4 Creating a meaningful body of work To do this consider the following: Who am I? What are my likes and dislikes? What are my passions, fears, worries and dreams? What do I care about? What am I concerned about? What do I enjoy doing and what am I good at? What are my relationships with others: family, friends and peers? What is my experience of the physical world around me? How do everyday events, people, objects and places in the world affect me?

5 Tymon: a personal conceptual framework A good place to begin is with the world around you as it contains many things that could influence your art works. Start thinking about your surroundings and make a conceptual framework mind map like Tymon Langford did. Tymon’s personal conceptual framework (or mind map) about Gladesville Hospital.

6 Once Tymon had found places that interested him or meant something to him he began to record them using different media – in this case, sketching. Tymon Langford, student, Gladesville: By the Bay 1, sketch 1, 2006. Pen and ink, 30 × 20 cm. Artist’s collection. Tymon Langford, student, Gladesville: By the Bay 1, sketch 2, 2006. Pen and ink, 30 × 20 cm. Artist’s collection.

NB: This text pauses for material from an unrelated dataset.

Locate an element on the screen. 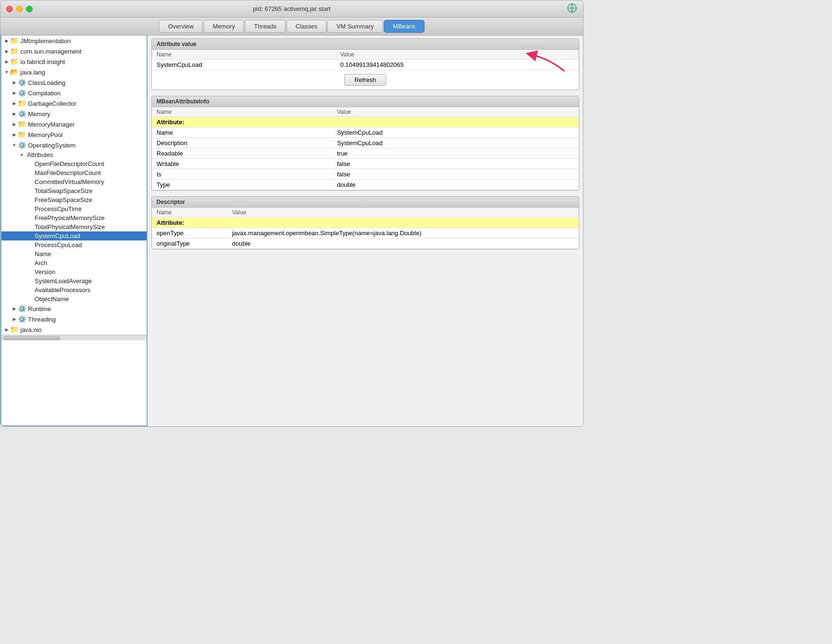 This screenshot has width=832, height=644. refresh-button: Refresh is located at coordinates (365, 80).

7 Research Just as you would research an artist for inspiration and to gain an understanding of the conceptual framework surrounding their artworks, it is also a good idea to research subjects in your mind map. Tymon researched the old hospital and found a story that interested him. The story gave him background about the hospital and he was able to incorporate this story and his feeling about the culture and history of the hospital into his artworks.

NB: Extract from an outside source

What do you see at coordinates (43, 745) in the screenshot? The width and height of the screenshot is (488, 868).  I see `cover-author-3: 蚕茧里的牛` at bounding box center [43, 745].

8 Communicating feelings Think about the Subjective Framework and try to communicate emotions and ideas through your artworks. Tymon communicates the loneliness and echoes of the past he felt at the hospital into his artworks, representing the human side of the hospital. p.134 Tymon Langford, Gladesville Hospital, sketch 4, 2006. Pen and ink, 30 × 20 cm. Artist’s collection. Tymon Langford, Gladesville Hospital, sketch 5, 2006. Pen and pastel, 30 × 20 cm. Artist’s collection.

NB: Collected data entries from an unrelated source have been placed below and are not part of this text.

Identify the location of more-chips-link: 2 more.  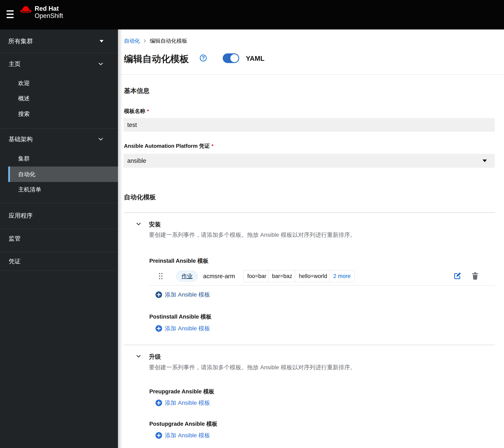
(342, 276).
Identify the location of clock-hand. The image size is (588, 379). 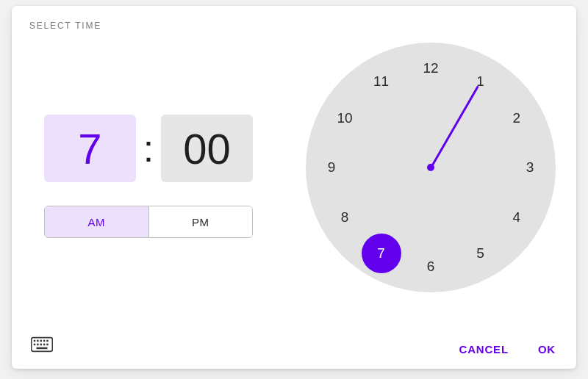
(454, 126).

9 Preparing the artworks for an audience Tymon was happy with his drawings but was having difficulty deciding how to present them for his final submission. He investigated other artists in order to get ideas of how to present his artworks. He came across the work of Marcel Duchamp, which inspired him to present his drawings in a suitcase like a mini exhibition.

10 Body of work Your developing body of work is always important in structuring your final submission. When Tymon was looking through his VAPD, photos that he had taken when developing his final piece appealed to him in a new way and he decided to submit them instead of his original idea. Tymon Langford, Body of Work, Leaving the Asylum: 1978, 2006. Digital photographic prints, 100 × 60 cm each. Artist’s collection.

11 Summary The Conceptual Framework enables you to understand the agencies in the artworld the artist, artwork, world and audience. It provides a framework for understanding the relationships between artists and their artworks, audiences and artists, audiences and artworks and so on.